I now think privacy is important for maximizing self-awareness and self-transparency. The primary function of privacy is not to hide things society finds unacceptable, but to create an environment in which your own mind feels safe to tell you things. If you’re not allowing these unshareworthy thoughts and feelings a space to come out, they still affect your feelings and behavior– you just don’t know how or why. And all the while your conscious self-image is growing more alienated from the processes that actually drive you. Privacy creates the necessary conditions for self-honesty, which is a necessary prerequisite to honesty with anyone else. When you only know a cleaned-up version of yourself, you’ll only be giving others a version of your truth.

Another entry in my Anki deck is about arguments against “If you have nothing to hide, you have nothing to fear”:

  1. The rules may change: Once the invasive surveillance is in place to enforce rules that you agree with, the ruleset that is being enforced could change in ways that you don’t agree with at all – but then, it is too late to protest the surveillance. 
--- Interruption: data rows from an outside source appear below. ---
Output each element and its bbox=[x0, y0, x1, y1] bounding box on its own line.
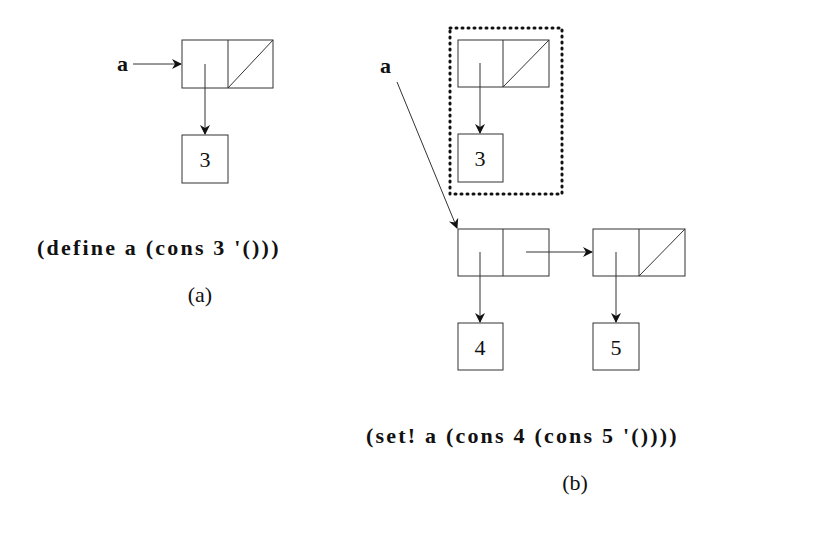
cons-cell-diagram: a 3 (define a (cons 3 '())) (a) a 3 bbox=[0, 0, 828, 536]
code-define: (define a (cons 3 '())) bbox=[37, 235, 281, 260]
value-5: 5 bbox=[611, 335, 622, 360]
old-cons-cell bbox=[458, 40, 549, 87]
variable-a-label: a bbox=[117, 51, 128, 76]
pointer-arrow bbox=[397, 82, 457, 228]
panel-a: a 3 (define a (cons 3 '())) (a) bbox=[37, 40, 281, 307]
variable-a-label: a bbox=[380, 53, 391, 78]
value-3: 3 bbox=[475, 146, 486, 171]
value-3: 3 bbox=[200, 147, 211, 172]
panel-b: a 3 4 5 (set! a (cons 4 (con bbox=[366, 28, 685, 495]
caption-b: (b) bbox=[562, 470, 588, 495]
cons-cell-2 bbox=[593, 229, 685, 276]
caption-a: (a) bbox=[188, 282, 212, 307]
value-4: 4 bbox=[475, 335, 486, 360]
cons-cell bbox=[182, 40, 273, 88]
code-set: (set! a (cons 4 (cons 5 '()))) bbox=[366, 423, 679, 448]
diagram-canvas: a 3 (define a (cons 3 '())) (a) a 3 bbox=[0, 0, 828, 536]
  2. It’s not you who determines if you have something to fear: You may consider yourself law-abidingly white as snow, and it won’t matter a bit. What does matter is whether you set off the red flags in the mostly-automated surveillance or maybe even faulty metrics and after having been investigated, you may have lost everything.
  3. Laws must be broken for society to progress, for in hindsight, it may turn out that the criminals were the ones in the moral right. It is an absolute necessity to be able to break unjust laws for society to progress and question its own values, in order to learn from mistakes and move on as a society.
  4. Privacy is a basic human need: Implying that only the dishonest people have need of any privacy ignores a basic property of the human psyche, and sends a creepy message of strong discomfort.